Monday, June 26, 2006

Technolitude(TM)

(My own "hybridiction" meaning: using electronic or techogadgets to sequester one's self from community, or to excuse one's self from engaging in meaningful social interaction.)

This phenomenon is everywhere. The first example I can think of is when my college roommate and I would sit in our shared dorm room back-to-back, chatting with one another using Instant Messenger. Anyone who has wasted a Monday night watching an episode of Nanny 911 (not me!) will see that video games now perilously serve as playmates. Television sets have ascended to the role of babysitters.

What is evident to me in the course of my daily commute is how people, who see each other day after day, are too busy receiving audio stimulation to acknowledge a familiar face, let alone interact through friendly conversation. We've closed ourselves off from the world and all of its organic noise and our white designer earbuds are the plugs. Leaving us alone with manufactured sounds and simulated emotions.

I am convinced that in several hundred years a universal symbol for antisocial behavior will develop (standard human figure - think bathroom man - with white lanyard lines sprouting from his head). It will be posted in all public places where vocal human interaction is prohibited. Only early twentieth century scholars will know that the symbol evolved from an old fashioned contraption called "the iPod."

This alarms me, and I think I'll take steps to reverse it - in my own life, at least. I think tomorrow I'll forget my iPod and try my morning ears wide-open. I will say "Good morning" to the bus driver in lieu of my typical "Don't bother me, I'm listening to Christina Aguilera's new song" nod. I'll smile at my fellow metro riders. I'll might even say "hello" to the tall freckled fellow on the blue line who steals glances. I'll begin my day with internal quiet and enjoy the crash and clamor of the external and all its boisterous inhabitants.

Thursday, June 01, 2006

Ghosts of Elementary School Horrors Past

It would be egocentric of me to declare that I had the most traumatic elementary school experience of anyone I know. Sure, I was the bookish redhead boasting buckteeth and a notable weight problem (the family orthodontist and dietician made a killing off of my inequities). But judging by the meanness of “kids today,” I’d say I got off easy.

Indeed, I was a solid five and half years into my primary education before I realized that my penchant for daily monochromatic sweatsuits in a range of gruesome colors was never going to secure me a spot in Lauren Melendrez’ Esprit Club. But the unjustly beautiful charter members of my elementary school fashion cult—who I expect are now all married to powerful attorneys and are presently breeding genetically-superior offspring—never deigned to soil my Big Bird Yellow warm ups with pig’s blood. Someone did write, “CORKY’S A PIG!!!” (No worries – my mother informed me that PIG stood for “Pretty, Intelligent Girl”) on the lid of my desk, but I never lifted it and found, say, a decapitated horny toad among my school supplies. I may very well have been the regular target of after-hours slumber party torment (re: plants up my nose; toothpaste in my hair), but at least I was invited, right?

As an elementary schooler, the first few times I remember playing mandatory group kickball, I wasn’t selected last. In fact, I may have even enjoyed being fifteenth or sixteenth picked (out of twenty-eight, that’s respectable). Perhaps the choosers thought, she’s a solid girl…maybe there’s some thunder in those thighs. If memory serves, I indeed served up a mean kick, but the resulting run/walk cum upper-respiratory episode quickly relegated me to number twenty-seven in subsequent matches.

Just the other night I caught a lingering whiff of those old schoolyard scents of failure and humiliation. How ridiculous that a successful, generally well-adjusted, now fit and athletic, and by all accounts fortunate adult female should allow the prospect of playing a new position in a church softball game to conjure quite literally old-school anxieties. Suddenly, I became acutely reacquainted with the sensation of imminent embarrassment. As expected, my debut as Catcher was not entirely a glorious one. In prior games my throwing disability hadn’t been quite so prominently showcased, but in this game every person on the field watched as, over and over, I lobbed the ball back to the pitcher with an astounding lack of skill – frequently falling several feet short of the mound. The real zinger was having our pregnant pitcher waddle up to home plate and cover my position during important plays.

But you know what? It's okay. I now take pride in being the same dork I was during my formative years (albeit better dressed!). Thankfully, cerebral eccentricities can be useful and even celebrated in adulthood. Perhaps if I'd been a popular child, or an athletic child, I wouldn't have developed my rollicking imagination or my self-effacing humor. So I'll gladly go to my next softball game. I'll probably drop the ball at a key moment. I'll choose the bat that correlates with my outfit. I'll make my perennial post-game "Capri Sun" joke. And I'll come home and blog about it. I can live with that.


• _EXERCISE BRIEF_:
Down to the last character, write out the records below.

>>>>>

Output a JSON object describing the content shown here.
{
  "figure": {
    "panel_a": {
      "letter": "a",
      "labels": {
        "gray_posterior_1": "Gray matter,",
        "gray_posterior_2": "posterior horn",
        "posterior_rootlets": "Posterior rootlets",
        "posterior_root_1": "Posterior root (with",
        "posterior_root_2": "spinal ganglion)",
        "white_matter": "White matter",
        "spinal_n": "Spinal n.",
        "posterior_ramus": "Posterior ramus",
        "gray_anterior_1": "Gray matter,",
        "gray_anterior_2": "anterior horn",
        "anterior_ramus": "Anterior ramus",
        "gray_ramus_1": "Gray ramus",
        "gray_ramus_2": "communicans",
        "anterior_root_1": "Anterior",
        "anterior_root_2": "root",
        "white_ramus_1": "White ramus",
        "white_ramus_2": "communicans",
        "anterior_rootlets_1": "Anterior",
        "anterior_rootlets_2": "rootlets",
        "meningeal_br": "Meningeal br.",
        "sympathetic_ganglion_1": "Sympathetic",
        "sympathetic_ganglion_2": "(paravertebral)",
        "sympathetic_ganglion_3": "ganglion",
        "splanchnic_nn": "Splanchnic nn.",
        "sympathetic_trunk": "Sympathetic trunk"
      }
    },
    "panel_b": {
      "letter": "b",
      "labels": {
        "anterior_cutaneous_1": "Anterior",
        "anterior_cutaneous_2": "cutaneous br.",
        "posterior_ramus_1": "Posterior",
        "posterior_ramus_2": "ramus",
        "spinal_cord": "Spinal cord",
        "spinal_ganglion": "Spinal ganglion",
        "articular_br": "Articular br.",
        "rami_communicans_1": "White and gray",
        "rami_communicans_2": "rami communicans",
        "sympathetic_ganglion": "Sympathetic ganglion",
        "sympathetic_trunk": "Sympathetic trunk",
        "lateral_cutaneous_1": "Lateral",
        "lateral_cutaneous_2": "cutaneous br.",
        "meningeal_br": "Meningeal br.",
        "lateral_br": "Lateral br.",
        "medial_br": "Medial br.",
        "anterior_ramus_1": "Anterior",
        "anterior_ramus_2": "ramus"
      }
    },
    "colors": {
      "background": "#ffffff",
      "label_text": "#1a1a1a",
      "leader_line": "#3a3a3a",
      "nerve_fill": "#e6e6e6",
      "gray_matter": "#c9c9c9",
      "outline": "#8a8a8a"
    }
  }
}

<<<<<

• _EXERCISE RESPONSE_:
Output a JSON object describing the content shown here.
{
  "figure": {
    "panel_a": {
      "letter": "a",
      "labels": {
        "gray_posterior_1": "Gray matter,",
        "gray_posterior_2": "posterior horn",
        "posterior_rootlets": "Posterior rootlets",
        "posterior_root_1": "Posterior root (with",
        "posterior_root_2": "spinal ganglion)",
        "white_matter": "White matter",
        "spinal_n": "Spinal n.",
        "posterior_ramus": "Posterior ramus",
        "gray_anterior_1": "Gray matter,",
        "gray_anterior_2": "anterior horn",
        "anterior_ramus": "Anterior ramus",
        "gray_ramus_1": "Gray ramus",
        "gray_ramus_2": "communicans",
        "anterior_root_1": "Anterior",
        "anterior_root_2": "root",
        "white_ramus_1": "White ramus",
        "white_ramus_2": "communicans",
        "anterior_rootlets_1": "Anterior",
        "anterior_rootlets_2": "rootlets",
        "meningeal_br": "Meningeal br.",
        "sympathetic_ganglion_1": "Sympathetic",
        "sympathetic_ganglion_2": "(paravertebral)",
        "sympathetic_ganglion_3": "ganglion",
        "splanchnic_nn": "Splanchnic nn.",
        "sympathetic_trunk": "Sympathetic trunk"
      }
    },
    "panel_b": {
      "letter": "b",
      "labels": {
        "anterior_cutaneous_1": "Anterior",
        "anterior_cutaneous_2": "cutaneous br.",
        "posterior_ramus_1": "Posterior",
        "posterior_ramus_2": "ramus",
        "spinal_cord": "Spinal cord",
        "spinal_ganglion": "Spinal ganglion",
        "articular_br": "Articular br.",
        "rami_communicans_1": "White and gray",
        "rami_communicans_2": "rami communicans",
        "sympathetic_ganglion": "Sympathetic ganglion",
        "sympathetic_trunk": "Sympathetic trunk",
        "lateral_cutaneous_1": "Lateral",
        "lateral_cutaneous_2": "cutaneous br.",
        "meningeal_br": "Meningeal br.",
        "lateral_br": "Lateral br.",
        "medial_br": "Medial br.",
        "anterior_ramus_1": "Anterior",
        "anterior_ramus_2": "ramus"
      }
    },
    "colors": {
      "background": "#ffffff",
      "label_text": "#1a1a1a",
      "leader_line": "#3a3a3a",
      "nerve_fill": "#e6e6e6",
      "gray_matter": "#c9c9c9",
      "outline": "#8a8a8a"
    }
  }
}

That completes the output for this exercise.